Faculty in the population and health domain (PH) study human demographic and health events, especially as they relate to the environment, space, and place. Demographic and health events include classic measures of population change (fertility, mortality, migration), as well as other topics including social demography (educational inequality, immigrant integration, etc.), family demography (union formation and dissolution, family time use, etc.), urban demography (segregation, neighborhood change, etc.), and population health (health outcomes, health behaviors, etc.). All such events are embedded in social, economic, political, environmental, and cultural contexts, making our approach inherently interdisciplinary. As geographers, we focus on the interplay between demographic and health events and the environment, space, and place. To understand these events, we analyze primary and secondary data on local, U.S., and international contexts--including survey data, spatial data, and remote sensing data--using quantitative methods such as network analysis, multilevel modeling, and forecasting models.

 Affiliated Faculty

Associate Professor
Professor Ackert conducts research in the areas of population geography, immigration, health geography, and urban geography using quantitative social science research methods.
Professor
Vice Chair of Graduate Programs
I explore how agricultural, trade, and conservation policy affects human and environmental outcomes.
Professor
The central focus of my research is on geographic mobility, sexual health, and HIV prevention mostly among sexual and gender minorities.
Associate Professor
My research develops spatial analytical methods to explain why social and ecological processes differ between locations.
Professor
Human-environment dynamics, population, health, environment, livelihoods, land use, impacts, vulnerability, resilience, planetary health.
Professor
GIScience, location modeling, spatial optimization, spatial analytics, regional science, natural resource management and emergency response.
Associate Professor
I am a political scientist with research in political geography, local politics, and the politics of housing and transportation.
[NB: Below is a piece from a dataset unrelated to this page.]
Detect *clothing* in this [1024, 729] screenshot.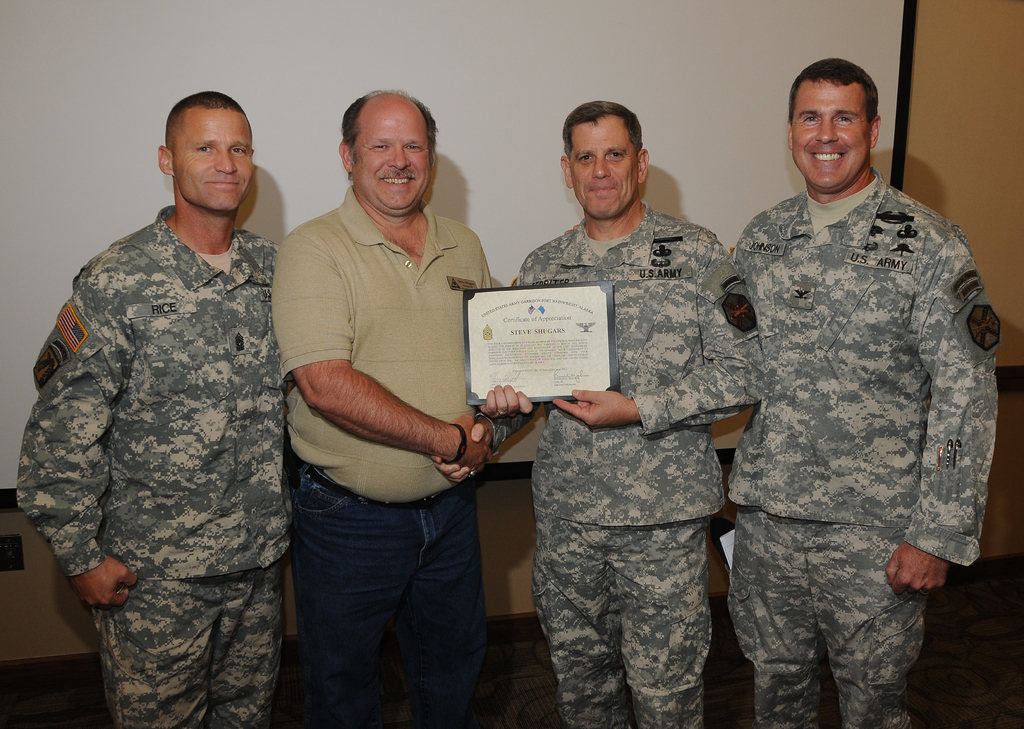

My latest work examines how people understand the economic effects of housing construction in their neighborhoods and metropolitan areas.
Professor
Vice Chair for Academic Personnel
Problems associated with poverty and interregional differences in development trajectories. These interests are manifest in, and interact with, aspects of demography (fertility, family formation, migration), health (morbidity), livelihood (especially agriculturists), and gender.